A simple way to decide: when a small off-the-shelf tool will do the job — and when you need a custom integration to make automation truly reliable.
Every team eventually hits this question. You have a workflow that’s eating up hours — moving data between systems, routing tickets, generating reports. Do you grab a cheap connector and call it done? Or do you invest in something built specifically for you?
The answer isn’t always obvious. Here’s a framework to help.
When buying makes sense
Off-the-shelf tools (Zapier, Make, IFTTT, and their cousins) are great for simple, linear tasks. Move data from A to B. Send an alert when something happens. Copy a row from one spreadsheet to another.
Go this route when:
The workflow has no branches or conditions
You don’t need error handling or audit trails
Losing a few transactions here and there won’t hurt
Your team can fix it themselves when it breaks
When building is the better call
Custom automation becomes necessary when your workflow has complexity, compliance needs, or consequences for failure.
Build when:
You need two-way sync with conflict resolution
The workflow involves decisions (if X, then Y; otherwise Z)
Data accuracy matters (finance, healthcare, legal)
You need audit trails, error handling, or retries
Multiple systems need to stay in sync continuously
A broken workflow would cost real money or reputation
The hidden cost of “just buying”
Those simple connectors start cheap. But over time, workflows grow into tangled messes. An API changes. A token expires. Suddenly, your “automation” has been failing silently for three days, and you find out when a customer complains.
We’ve seen this pattern dozens of times. What looks like a $50/month solution ends up costing weeks of firefighting.
A better approach
We don’t push you to build everything. But we do help you see the difference between:
Tasks – simple, linear, low-consequence → buy
Processes – multi-step, conditional, business-critical → build
And if you build, we make sure you own it — with documentation, error handling, and monitoring so your team isn’t dependent on a black box.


Exercise prompt
Every line below from the one containing "Identify the location of span: Let's" to the final line must be reproduced exactly, and no other line may appear in the answer.

Stored records
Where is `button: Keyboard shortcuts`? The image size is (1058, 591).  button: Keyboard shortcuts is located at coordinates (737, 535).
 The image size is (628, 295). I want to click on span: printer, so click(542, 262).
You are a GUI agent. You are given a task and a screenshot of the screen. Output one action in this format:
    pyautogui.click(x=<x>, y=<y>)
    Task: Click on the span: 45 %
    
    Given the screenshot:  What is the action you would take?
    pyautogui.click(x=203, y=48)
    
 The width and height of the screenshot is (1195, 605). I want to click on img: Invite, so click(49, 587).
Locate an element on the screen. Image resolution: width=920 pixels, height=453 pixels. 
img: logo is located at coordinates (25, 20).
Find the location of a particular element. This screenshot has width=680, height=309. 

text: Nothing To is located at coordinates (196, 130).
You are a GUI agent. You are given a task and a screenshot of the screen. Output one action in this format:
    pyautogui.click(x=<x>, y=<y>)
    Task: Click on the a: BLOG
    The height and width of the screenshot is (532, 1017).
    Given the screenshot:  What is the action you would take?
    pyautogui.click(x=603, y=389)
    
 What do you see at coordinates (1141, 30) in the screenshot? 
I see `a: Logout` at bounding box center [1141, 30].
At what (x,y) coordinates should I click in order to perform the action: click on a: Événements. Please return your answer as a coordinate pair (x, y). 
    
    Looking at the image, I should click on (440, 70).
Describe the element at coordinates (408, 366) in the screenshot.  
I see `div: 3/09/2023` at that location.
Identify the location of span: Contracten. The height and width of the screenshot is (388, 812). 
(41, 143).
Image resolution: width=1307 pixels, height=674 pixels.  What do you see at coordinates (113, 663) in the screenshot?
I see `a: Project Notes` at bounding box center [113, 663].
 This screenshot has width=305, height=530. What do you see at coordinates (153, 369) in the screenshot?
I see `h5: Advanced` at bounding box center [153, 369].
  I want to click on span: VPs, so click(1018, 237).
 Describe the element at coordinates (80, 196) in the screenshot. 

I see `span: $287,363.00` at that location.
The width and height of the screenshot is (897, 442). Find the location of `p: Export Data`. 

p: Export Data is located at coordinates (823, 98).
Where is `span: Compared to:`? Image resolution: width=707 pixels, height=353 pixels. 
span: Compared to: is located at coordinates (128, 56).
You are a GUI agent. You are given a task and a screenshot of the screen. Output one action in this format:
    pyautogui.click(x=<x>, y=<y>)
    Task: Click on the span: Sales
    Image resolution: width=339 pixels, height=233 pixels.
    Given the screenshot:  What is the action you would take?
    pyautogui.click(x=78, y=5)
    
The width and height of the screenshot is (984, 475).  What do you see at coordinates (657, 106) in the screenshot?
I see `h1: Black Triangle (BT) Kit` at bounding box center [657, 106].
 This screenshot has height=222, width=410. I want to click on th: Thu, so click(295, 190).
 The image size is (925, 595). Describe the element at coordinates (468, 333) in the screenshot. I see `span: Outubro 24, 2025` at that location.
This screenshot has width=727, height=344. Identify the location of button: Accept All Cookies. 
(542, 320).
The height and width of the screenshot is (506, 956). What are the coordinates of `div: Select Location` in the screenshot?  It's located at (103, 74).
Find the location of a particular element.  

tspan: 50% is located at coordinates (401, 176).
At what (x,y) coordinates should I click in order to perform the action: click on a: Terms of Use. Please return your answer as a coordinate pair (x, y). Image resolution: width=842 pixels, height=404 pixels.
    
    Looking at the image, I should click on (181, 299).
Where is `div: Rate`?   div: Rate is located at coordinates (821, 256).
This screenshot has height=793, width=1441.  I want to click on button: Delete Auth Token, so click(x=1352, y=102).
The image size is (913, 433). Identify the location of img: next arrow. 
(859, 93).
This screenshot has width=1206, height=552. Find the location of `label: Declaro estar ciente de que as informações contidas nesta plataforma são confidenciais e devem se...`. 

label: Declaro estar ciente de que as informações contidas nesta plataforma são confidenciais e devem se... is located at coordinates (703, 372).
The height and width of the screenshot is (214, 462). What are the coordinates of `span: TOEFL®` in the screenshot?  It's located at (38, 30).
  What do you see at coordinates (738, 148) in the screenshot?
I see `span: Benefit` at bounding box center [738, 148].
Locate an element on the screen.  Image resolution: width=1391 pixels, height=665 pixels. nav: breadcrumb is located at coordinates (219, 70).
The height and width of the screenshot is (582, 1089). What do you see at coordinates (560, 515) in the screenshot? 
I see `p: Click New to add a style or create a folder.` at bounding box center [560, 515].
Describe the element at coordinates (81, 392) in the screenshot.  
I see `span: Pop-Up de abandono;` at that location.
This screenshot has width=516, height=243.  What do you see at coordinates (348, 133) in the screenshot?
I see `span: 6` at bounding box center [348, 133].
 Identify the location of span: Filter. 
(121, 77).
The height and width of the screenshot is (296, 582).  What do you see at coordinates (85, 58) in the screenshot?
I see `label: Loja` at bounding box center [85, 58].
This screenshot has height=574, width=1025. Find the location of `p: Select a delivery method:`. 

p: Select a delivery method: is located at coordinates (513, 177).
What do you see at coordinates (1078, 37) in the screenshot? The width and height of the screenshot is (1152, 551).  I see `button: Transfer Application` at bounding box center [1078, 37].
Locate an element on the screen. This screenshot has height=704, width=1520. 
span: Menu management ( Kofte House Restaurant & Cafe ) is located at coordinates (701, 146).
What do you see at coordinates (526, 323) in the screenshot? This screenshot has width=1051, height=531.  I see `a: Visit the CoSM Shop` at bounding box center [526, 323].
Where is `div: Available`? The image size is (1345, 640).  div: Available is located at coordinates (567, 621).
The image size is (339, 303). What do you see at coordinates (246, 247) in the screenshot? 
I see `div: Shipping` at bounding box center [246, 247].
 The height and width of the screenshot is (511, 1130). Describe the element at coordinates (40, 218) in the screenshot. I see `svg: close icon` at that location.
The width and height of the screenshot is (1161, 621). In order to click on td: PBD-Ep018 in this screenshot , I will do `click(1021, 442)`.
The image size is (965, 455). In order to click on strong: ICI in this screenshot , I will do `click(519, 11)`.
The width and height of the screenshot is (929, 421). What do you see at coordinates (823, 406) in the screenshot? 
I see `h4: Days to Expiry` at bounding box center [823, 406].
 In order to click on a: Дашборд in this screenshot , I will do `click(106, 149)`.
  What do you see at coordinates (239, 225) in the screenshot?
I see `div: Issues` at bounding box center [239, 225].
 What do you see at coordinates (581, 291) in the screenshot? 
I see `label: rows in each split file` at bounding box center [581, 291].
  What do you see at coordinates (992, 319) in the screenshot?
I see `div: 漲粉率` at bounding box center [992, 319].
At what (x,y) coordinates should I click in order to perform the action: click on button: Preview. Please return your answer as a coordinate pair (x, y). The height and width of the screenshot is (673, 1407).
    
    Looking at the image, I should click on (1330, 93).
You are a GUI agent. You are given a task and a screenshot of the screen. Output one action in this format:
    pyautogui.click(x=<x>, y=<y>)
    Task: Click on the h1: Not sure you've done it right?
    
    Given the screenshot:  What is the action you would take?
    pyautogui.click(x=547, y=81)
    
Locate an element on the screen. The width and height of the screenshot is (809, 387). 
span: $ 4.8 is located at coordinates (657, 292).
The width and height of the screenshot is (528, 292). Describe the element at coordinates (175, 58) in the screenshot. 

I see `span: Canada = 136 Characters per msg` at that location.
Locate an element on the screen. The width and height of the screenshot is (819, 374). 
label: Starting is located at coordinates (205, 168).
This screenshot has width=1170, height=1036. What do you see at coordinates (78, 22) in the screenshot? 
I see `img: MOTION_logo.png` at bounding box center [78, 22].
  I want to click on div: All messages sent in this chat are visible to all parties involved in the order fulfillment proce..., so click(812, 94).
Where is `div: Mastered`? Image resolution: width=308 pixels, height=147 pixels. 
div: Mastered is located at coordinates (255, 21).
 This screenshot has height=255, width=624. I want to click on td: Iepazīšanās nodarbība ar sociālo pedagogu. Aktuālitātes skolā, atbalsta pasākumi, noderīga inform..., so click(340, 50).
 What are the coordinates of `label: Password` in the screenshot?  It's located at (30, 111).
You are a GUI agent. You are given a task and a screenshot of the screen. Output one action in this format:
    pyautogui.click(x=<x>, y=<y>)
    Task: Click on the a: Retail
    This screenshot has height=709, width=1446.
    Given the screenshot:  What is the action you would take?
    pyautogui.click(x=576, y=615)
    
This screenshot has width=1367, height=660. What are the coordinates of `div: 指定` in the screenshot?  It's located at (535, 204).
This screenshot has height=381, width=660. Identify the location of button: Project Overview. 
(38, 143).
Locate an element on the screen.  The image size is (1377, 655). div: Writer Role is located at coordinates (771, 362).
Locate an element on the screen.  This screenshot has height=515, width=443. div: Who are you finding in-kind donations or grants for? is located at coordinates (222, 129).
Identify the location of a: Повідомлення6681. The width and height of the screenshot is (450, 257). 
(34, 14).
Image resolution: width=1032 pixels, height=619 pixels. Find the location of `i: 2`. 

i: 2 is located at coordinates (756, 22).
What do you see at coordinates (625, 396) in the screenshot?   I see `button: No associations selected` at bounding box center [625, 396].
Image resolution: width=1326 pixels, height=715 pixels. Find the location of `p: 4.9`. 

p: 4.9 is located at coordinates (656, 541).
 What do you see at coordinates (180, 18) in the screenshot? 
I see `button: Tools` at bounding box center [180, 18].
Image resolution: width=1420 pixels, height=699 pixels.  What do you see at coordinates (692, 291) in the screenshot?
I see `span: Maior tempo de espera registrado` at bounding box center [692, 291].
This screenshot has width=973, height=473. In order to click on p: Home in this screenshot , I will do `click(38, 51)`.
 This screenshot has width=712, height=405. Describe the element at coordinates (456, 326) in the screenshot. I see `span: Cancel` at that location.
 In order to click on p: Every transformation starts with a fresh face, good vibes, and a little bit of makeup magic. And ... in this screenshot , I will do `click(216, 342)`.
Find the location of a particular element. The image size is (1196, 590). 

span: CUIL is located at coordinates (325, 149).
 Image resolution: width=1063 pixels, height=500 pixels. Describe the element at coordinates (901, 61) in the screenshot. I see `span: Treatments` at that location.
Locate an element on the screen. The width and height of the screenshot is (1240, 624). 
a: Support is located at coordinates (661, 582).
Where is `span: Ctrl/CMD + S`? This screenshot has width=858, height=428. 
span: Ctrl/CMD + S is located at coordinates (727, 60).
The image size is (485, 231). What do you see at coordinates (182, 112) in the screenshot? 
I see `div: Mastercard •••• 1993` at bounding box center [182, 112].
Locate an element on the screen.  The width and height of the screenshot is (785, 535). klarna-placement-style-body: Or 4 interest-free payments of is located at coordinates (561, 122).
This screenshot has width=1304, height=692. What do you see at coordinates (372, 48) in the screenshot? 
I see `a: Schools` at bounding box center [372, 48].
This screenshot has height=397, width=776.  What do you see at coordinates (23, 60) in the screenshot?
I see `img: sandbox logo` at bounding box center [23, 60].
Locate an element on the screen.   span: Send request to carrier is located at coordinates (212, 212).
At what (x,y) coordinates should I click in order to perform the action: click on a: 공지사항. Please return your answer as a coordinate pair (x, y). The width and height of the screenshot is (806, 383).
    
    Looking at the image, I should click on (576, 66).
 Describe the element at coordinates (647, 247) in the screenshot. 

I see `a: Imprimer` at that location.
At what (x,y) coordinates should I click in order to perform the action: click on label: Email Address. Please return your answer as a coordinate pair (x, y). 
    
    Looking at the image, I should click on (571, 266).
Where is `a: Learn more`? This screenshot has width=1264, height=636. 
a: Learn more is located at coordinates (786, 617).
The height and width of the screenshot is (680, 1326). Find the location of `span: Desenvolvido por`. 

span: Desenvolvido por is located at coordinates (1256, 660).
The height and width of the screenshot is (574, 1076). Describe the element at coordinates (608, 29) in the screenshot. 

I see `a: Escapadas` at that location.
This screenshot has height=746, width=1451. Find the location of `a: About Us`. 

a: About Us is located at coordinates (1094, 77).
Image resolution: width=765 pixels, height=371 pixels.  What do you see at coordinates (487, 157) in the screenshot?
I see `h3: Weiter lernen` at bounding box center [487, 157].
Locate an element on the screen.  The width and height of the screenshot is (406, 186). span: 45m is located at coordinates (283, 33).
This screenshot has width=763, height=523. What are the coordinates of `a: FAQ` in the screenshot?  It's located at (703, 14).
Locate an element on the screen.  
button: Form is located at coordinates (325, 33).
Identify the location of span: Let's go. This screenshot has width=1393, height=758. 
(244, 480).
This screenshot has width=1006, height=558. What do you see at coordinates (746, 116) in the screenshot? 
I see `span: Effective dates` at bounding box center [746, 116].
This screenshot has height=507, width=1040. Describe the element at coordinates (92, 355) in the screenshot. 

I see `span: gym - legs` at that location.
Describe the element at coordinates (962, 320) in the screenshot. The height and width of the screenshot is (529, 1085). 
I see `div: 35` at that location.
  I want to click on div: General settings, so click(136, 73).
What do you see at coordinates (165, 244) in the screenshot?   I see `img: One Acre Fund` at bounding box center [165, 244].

Exercise result
Identify the location of span: Let's go. This screenshot has width=1393, height=758. 
(244, 480).
This screenshot has width=1006, height=558. What do you see at coordinates (746, 116) in the screenshot? 
I see `span: Effective dates` at bounding box center [746, 116].
This screenshot has height=507, width=1040. Describe the element at coordinates (92, 355) in the screenshot. 

I see `span: gym - legs` at that location.
Describe the element at coordinates (962, 320) in the screenshot. The height and width of the screenshot is (529, 1085). 
I see `div: 35` at that location.
  I want to click on div: General settings, so click(136, 73).
What do you see at coordinates (165, 244) in the screenshot?   I see `img: One Acre Fund` at bounding box center [165, 244].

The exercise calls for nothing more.